Like the countries of eastern Europe before 1989, the PAS loves broadcasting its propaganda of success. From press releases and conference programmes it can be seen that it knows no other type. The PAS webpage gives a running account of how the numbers keep getting bigger and bigger. So yesterday during the launch of the 2008 report, instead of hearing about them, we heard of the bigger numbers achieved two years later in 2010. We were treated to effusive accounts of how well "the numbers" show the PAS is doing in its struggle to inform citizens about the wealth of archaeological treasures that lies beneath their feet just waiting for them to "have a go" themselves at digging them up and showcase them on the PAS database. Now the whole world and its aunt is learning that the British Museum reports a large increase in archaeological finds found by the public and that "archaeological finds are up by 36%". Yesterday this "massive increase in archaeological finds found by the public" was being trumpeted around the press. The figures for 2010 were 139502 records referring to 233273 objects recorded through the PAS. In addition it was announced yesterday that in 2010, there were " 859 Treasure cases, up 10%":
the British Museum manages the PAS, and also administers the Treasure Act (sic) 1996. This increase in finds is mostly due to a rebuild of the PAS finds database in early 2010, which has made it easier to use for recorders and the public, and interns employed to record finds, generously funded by the Headley Trust and Institute for Archaeologists.
Well, that is not the whole truth is it? Let's have a look at those statistics for 2010, using the search the database facilities of the PAS. I have no special access to PAS records, I see as much as the average member of public who pays for the Scheme, so readers - and culture ministers - can check this out themselves from the 'statistics' sidebar in the database, the rest is very user-friendly so everybody can use it.

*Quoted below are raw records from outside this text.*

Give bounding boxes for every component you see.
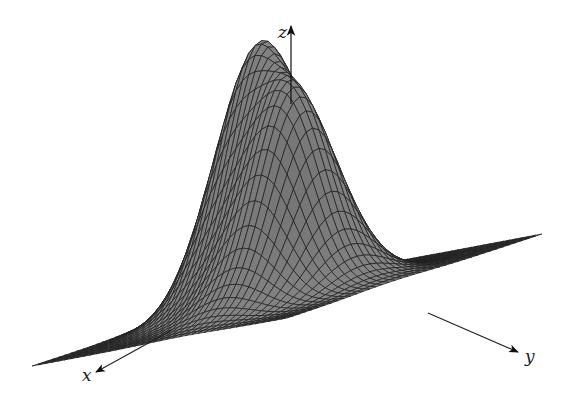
- z-axis-label: z: [277, 22, 288, 42]
- surface-plot: z x y: [0, 0, 577, 403]
- surface-mesh: [32, 41, 542, 366]
- y-axis: y: [428, 313, 535, 366]
- x-axis-label: x: [82, 365, 92, 385]
- y-axis-label: y: [524, 346, 535, 366]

Using this facility to look at the 2010 Average per month records, we get these results:

Month

Objects

Records

January

12277

4289

February

5584

3509

March

95560

93774

April

57874

4183

May

5258

3948

June

14509

4476

July

5506

4574

August

11299

3459

September

4688

3844

October

6445

4641

November

9017

5062

December

5256

3743


233273

139502


Well, first of all let us look at that massive total, c. 139500 records (referring to 233200 objects) - wow, eh? The figures for 2009 are 39874 records (mentioning 67074 objects), so that is a big increase...

Looking in more detail however we can see that the monthly recording figures for 2010 are indeed a little up on the corresponding values for 2009. But there is one highly significant anomaly. March 2010 (March 22nd 2010 in particular) is interesting. On one day there was a huge leap in the numbers. In fact this is a huge leap which is largely responsible for the increase reported for the whole of 2010. Let us take a look at the PAS recording going on that third week in March 2010 using the PAS database search facility. Have a look at this: Statistical analysis of the database for Friday 19th March 2010 until Saturday 27th March 2010

Number of records: 91388 (Number of objects to which they refer: 92140 - an uncharacteristically low ratio this week, see why below)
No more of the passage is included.